= Entries shown =
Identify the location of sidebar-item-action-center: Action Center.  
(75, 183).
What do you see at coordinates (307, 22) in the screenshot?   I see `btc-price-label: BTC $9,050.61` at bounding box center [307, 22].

...

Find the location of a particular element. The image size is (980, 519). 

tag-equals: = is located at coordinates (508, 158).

* * *

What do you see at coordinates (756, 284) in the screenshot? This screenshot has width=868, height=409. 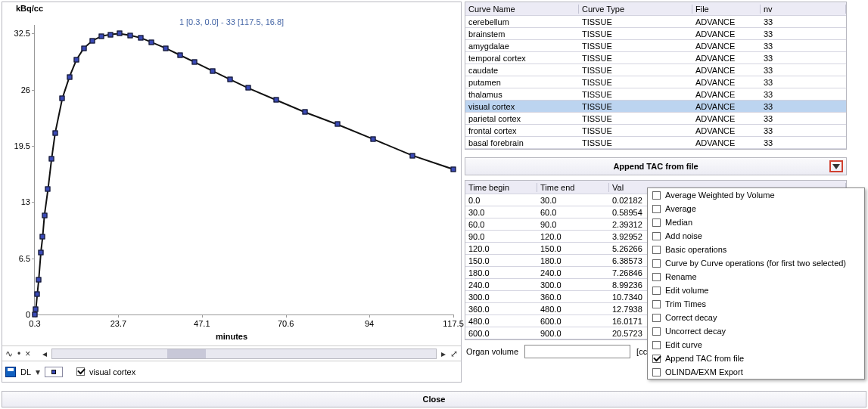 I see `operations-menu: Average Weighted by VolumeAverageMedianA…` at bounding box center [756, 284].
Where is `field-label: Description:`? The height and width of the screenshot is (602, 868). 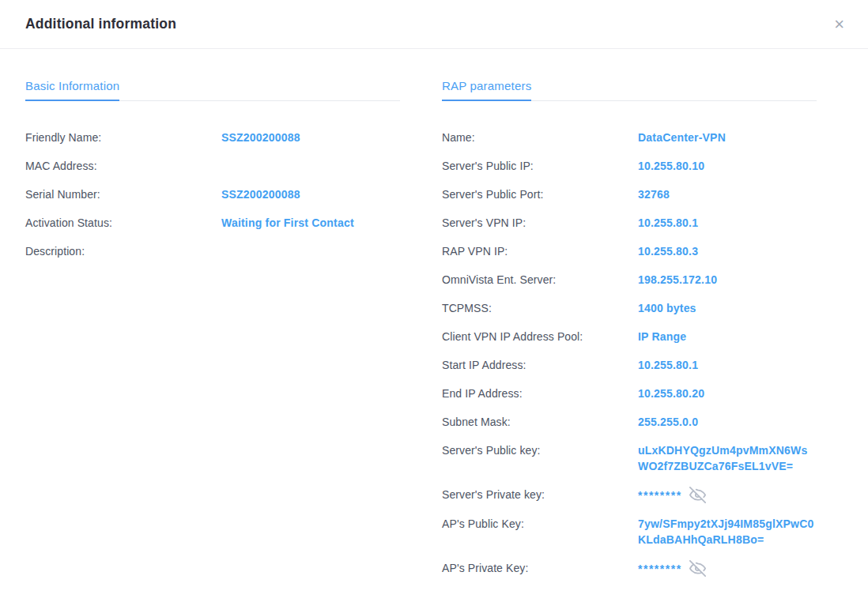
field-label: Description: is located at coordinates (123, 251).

= Exercise =
Every line above from the line with "Identify the location" to the line with "What do you see at coordinates (307, 22)", both included, must be reproduced exactly, and no other line may appear.

= Answer space =
Identify the location of sidebar-item-action-center: Action Center.  
(75, 183).
What do you see at coordinates (307, 22) in the screenshot?   I see `btc-price-label: BTC $9,050.61` at bounding box center [307, 22].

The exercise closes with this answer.